Brands today need a strong online presence. In order to help your site rank better with search engines and bring in more traffic, you should have an ongoing blog program.
Websites with an active blog have 434% more indexed pages than those without and are 97% more likely to get backlinks to their websites.
But not all content is equal.
Here are nine tips to help you write the kind of enticing content that draws in new visitors and builds trust with your audience.
First, you need to know who you are writing for in order to write the kind of content your audience cares about. You should define the buyer personas for each decision maker and influencer of your products and services to establish a clear understanding of the different people groups most likely to become your customers.
Write content that appeals to different personas during their various stages of the buyer’s journey. Provide value that is buyer-centric (and not brand-centric) by always considering what the buyer gets out of the content.
Don’t write just one kind of post. While you may be most comfortable writing informative or promotional posts, it’s important to offer a variety of topics and formats. Explore video content for those buyers who would rather watch a two-minute pitch than read a blog.
Try covering industry news when interesting changes come up that may impact your buyers. B2B buyers often want to be better at doing their job, so look for ways you can help support their pain points and overcome their hurdles outside of your products or services.
Keep up with your old content so that many of your pieces become evergreen with year-round value and don’t get outdated. But don’t just commit to fixing old posts—create new content to supplement your best posts.
Updating old content can help revitalize pages that have a good track record and established SEO presence. It can also save you some content creation time while still giving you content to share with your audience on social media. Include backlinks to newer posts as you refresh old pages to help give a little more clout to your newer content.
Do your SEO homework to understand keyword strategy,
However, it’s much more important that you write for content than try to stuff in keywords. Google is very sensitive to “keyword stuffing” (the black hat practice of repeating keywords in an attempt to beat the search engine). With modern algorithms, keyword stuffing doesn’t look like quality content and does more ranking harm than good.
People will often choose to click or skip your article based on its name alone. Try to be creative in how you answer keywords with an enticing title so readers will want to click on your listing. While the keyword should be in your title to help with SEO, you still need to make your buyers curious enough to click.
Spend time crafting your titles and meta descriptions to make your audience curious. In most cases, you should focus on what the audience gets (“Learn how to…”) rather than what you’re offering (“We’ll show you how to…”).
Your blog is the perfect place to answer customer questions in depth. Just think of this as your extended FAQs section. Blogs answering common questions are more likely to be searched-for terms. Your buyers will likely use supportive content like this to share with their colleagues or boss when trying to make a business plan for implementing your solution.
While some questions may not have a straightforward answer (like pricing for a custom service), you can still provide an in-depth understanding of what impacts the outcome. B2B buyers are typically 57%-70% done with their research process before ever contacting sales.
And 90% of buyers say online content impacts how they make decisions, with 67% of their journey done digitally. Most buyers (62%) say web search is one of the first three resources used to start researching a solution, and 80% say they are more swayed by an article than an ad.
Don’t make your content look overwhelming
Use visual breaks in the content by using plenty of headers and short paragraphs. Include images throughout your content to help support the concepts and keep them interested. Visual content is interpreted by the brain much faster than written content, so choose images that help convey the message, meaning or emotion you want to express.
Don’t just wing your content. List out keywords and topics you want to cover in an Excel or Google Sheets document. Build a content calendar to help you provide thoughtful content for your buyer personas on a variety of important topics. A content calendar helps keep you on schedule, organizes your thoughts and reduces the last-minute rush that often leads to half-baked concepts.
See how our content calendar and SEO-driven approach helped one Atlanta CPA firm increase organic search traffic by 744% and boost website visits by 310%.
Finally, know what’s working and what isn’t. You don’t want to waste time and money producing content your buyers don’t care about. Look at your top-performing posts and create more content along those lines.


**TASK TO CARRY OUT**: Could you reproduce all of these records exactly?

**Dataset entries**:
* * *
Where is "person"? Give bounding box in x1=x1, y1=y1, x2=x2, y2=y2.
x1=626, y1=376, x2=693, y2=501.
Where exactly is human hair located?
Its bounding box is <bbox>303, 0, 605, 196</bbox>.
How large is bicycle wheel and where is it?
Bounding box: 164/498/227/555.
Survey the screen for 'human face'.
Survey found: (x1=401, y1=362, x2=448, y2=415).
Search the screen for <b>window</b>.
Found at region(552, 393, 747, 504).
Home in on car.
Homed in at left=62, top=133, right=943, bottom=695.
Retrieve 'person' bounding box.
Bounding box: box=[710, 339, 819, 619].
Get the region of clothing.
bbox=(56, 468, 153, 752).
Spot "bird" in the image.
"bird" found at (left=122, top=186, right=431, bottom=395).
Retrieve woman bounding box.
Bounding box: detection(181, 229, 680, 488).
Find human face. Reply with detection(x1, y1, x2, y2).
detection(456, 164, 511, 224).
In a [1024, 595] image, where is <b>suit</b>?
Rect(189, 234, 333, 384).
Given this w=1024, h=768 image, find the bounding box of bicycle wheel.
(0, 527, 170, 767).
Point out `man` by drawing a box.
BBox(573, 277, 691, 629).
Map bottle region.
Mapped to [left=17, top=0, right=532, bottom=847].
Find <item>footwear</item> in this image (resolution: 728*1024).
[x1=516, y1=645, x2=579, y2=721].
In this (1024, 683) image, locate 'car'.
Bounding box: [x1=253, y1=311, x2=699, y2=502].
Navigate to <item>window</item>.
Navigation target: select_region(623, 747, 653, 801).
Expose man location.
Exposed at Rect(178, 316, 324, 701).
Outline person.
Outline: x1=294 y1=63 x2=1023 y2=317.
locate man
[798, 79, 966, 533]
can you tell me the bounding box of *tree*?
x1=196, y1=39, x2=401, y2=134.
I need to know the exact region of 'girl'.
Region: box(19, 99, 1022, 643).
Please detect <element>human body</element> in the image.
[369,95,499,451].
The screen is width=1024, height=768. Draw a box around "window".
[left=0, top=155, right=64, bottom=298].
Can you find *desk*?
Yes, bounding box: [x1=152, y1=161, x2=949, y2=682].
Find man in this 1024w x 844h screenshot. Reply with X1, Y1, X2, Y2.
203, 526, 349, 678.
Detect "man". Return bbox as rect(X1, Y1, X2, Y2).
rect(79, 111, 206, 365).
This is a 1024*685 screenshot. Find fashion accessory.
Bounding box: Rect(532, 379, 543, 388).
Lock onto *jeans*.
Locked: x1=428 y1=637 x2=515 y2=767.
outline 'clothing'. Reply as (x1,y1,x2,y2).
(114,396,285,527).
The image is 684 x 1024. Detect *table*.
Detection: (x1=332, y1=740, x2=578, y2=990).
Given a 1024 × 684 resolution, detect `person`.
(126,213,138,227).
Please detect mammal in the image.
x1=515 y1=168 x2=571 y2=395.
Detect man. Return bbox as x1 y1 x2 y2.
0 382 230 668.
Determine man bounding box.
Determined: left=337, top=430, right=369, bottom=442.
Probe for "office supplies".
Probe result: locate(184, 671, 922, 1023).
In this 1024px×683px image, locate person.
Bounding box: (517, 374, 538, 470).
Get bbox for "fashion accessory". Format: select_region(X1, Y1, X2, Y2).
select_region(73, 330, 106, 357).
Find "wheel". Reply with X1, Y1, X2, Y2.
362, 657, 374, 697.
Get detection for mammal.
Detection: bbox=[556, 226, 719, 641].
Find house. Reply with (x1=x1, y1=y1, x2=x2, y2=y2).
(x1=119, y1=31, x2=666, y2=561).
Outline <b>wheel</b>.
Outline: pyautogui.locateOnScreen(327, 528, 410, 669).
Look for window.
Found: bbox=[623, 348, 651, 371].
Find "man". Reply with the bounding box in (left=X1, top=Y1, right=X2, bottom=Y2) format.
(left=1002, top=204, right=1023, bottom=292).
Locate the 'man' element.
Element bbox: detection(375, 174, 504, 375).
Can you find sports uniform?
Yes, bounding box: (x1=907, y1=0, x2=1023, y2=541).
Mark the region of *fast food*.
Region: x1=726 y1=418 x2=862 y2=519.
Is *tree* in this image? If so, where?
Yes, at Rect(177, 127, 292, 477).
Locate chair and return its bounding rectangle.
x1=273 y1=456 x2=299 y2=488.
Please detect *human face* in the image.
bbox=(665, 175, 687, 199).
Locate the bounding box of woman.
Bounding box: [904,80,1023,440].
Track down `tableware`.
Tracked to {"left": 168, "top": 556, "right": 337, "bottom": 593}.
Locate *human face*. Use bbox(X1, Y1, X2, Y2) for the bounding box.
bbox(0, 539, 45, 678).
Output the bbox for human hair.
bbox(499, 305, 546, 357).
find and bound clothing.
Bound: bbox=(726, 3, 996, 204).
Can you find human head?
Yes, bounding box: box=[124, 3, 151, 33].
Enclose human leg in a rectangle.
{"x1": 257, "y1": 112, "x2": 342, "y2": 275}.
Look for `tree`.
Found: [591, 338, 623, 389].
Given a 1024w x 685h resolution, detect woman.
* * *
**YOUR RESPONSE**:
Where is "person"? Give bounding box in x1=x1, y1=y1, x2=x2, y2=y2.
x1=626, y1=376, x2=693, y2=501.
Where exactly is human hair located?
Its bounding box is <bbox>303, 0, 605, 196</bbox>.
How large is bicycle wheel and where is it?
Bounding box: 164/498/227/555.
Survey the screen for 'human face'.
Survey found: (x1=401, y1=362, x2=448, y2=415).
Search the screen for <b>window</b>.
Found at region(552, 393, 747, 504).
Home in on car.
Homed in at left=62, top=133, right=943, bottom=695.
Retrieve 'person' bounding box.
Bounding box: box=[710, 339, 819, 619].
Get the region of clothing.
bbox=(56, 468, 153, 752).
Spot "bird" in the image.
"bird" found at (left=122, top=186, right=431, bottom=395).
Retrieve woman bounding box.
Bounding box: detection(181, 229, 680, 488).
Find human face. Reply with detection(x1, y1, x2, y2).
detection(456, 164, 511, 224).
In a [1024, 595] image, where is <b>suit</b>?
Rect(189, 234, 333, 384).
Given this w=1024, h=768 image, find the bounding box of bicycle wheel.
(0, 527, 170, 767).
Point out `man` by drawing a box.
BBox(573, 277, 691, 629).
Map bottle region.
Mapped to [left=17, top=0, right=532, bottom=847].
Find <item>footwear</item> in this image (resolution: 728*1024).
[x1=516, y1=645, x2=579, y2=721].
In this (1024, 683) image, locate 'car'.
Bounding box: [x1=253, y1=311, x2=699, y2=502].
Navigate to <item>window</item>.
Navigation target: select_region(623, 747, 653, 801).
Expose man location.
Exposed at Rect(178, 316, 324, 701).
Outline person.
Outline: x1=294 y1=63 x2=1023 y2=317.
locate man
[798, 79, 966, 533]
can you tell me the bounding box of *tree*?
x1=196, y1=39, x2=401, y2=134.
I need to know the exact region of 'girl'.
Region: box(19, 99, 1022, 643).
Please detect <element>human body</element> in the image.
[369,95,499,451].
The screen is width=1024, height=768. Draw a box around "window".
[left=0, top=155, right=64, bottom=298].
Can you find *desk*?
Yes, bounding box: [x1=152, y1=161, x2=949, y2=682].
Find man in this 1024w x 844h screenshot. Reply with X1, Y1, X2, Y2.
203, 526, 349, 678.
Detect "man". Return bbox as rect(X1, Y1, X2, Y2).
rect(79, 111, 206, 365).
This is a 1024*685 screenshot. Find fashion accessory.
Bounding box: Rect(532, 379, 543, 388).
Lock onto *jeans*.
Locked: x1=428 y1=637 x2=515 y2=767.
outline 'clothing'. Reply as (x1,y1,x2,y2).
(114,396,285,527).
The image is 684 x 1024. Detect *table*.
Detection: (x1=332, y1=740, x2=578, y2=990).
Given a 1024 × 684 resolution, detect `person`.
(126,213,138,227).
Please detect mammal in the image.
x1=515 y1=168 x2=571 y2=395.
Detect man. Return bbox as x1 y1 x2 y2.
0 382 230 668.
Determine man bounding box.
Determined: left=337, top=430, right=369, bottom=442.
Probe for "office supplies".
Probe result: locate(184, 671, 922, 1023).
In this 1024px×683px image, locate person.
Bounding box: (517, 374, 538, 470).
Get bbox for "fashion accessory". Format: select_region(X1, Y1, X2, Y2).
select_region(73, 330, 106, 357).
Find "wheel". Reply with X1, Y1, X2, Y2.
362, 657, 374, 697.
Get detection for mammal.
Detection: bbox=[556, 226, 719, 641].
Find house. Reply with (x1=x1, y1=y1, x2=x2, y2=y2).
(x1=119, y1=31, x2=666, y2=561).
Outline <b>wheel</b>.
Outline: pyautogui.locateOnScreen(327, 528, 410, 669).
Look for window.
Found: bbox=[623, 348, 651, 371].
Find "man". Reply with the bounding box in (left=X1, top=Y1, right=X2, bottom=Y2) format.
(left=1002, top=204, right=1023, bottom=292).
Locate the 'man' element.
Element bbox: detection(375, 174, 504, 375).
Can you find sports uniform?
Yes, bounding box: (x1=907, y1=0, x2=1023, y2=541).
Mark the region of *fast food*.
Region: x1=726 y1=418 x2=862 y2=519.
Is *tree* in this image? If so, where?
Yes, at Rect(177, 127, 292, 477).
Locate chair and return its bounding rectangle.
x1=273 y1=456 x2=299 y2=488.
Please detect *human face* in the image.
bbox=(665, 175, 687, 199).
Locate the bounding box of woman.
Bounding box: [904,80,1023,440].
Track down `tableware`.
Tracked to {"left": 168, "top": 556, "right": 337, "bottom": 593}.
Locate *human face*. Use bbox(X1, Y1, X2, Y2) for the bounding box.
bbox(0, 539, 45, 678).
Output the bbox for human hair.
bbox(499, 305, 546, 357).
find and bound clothing.
Bound: bbox=(726, 3, 996, 204).
Can you find human head?
Yes, bounding box: box=[124, 3, 151, 33].
Enclose human leg in a rectangle.
{"x1": 257, "y1": 112, "x2": 342, "y2": 275}.
Look for `tree`.
Found: [591, 338, 623, 389].
Given a 1024w x 685h resolution, detect woman.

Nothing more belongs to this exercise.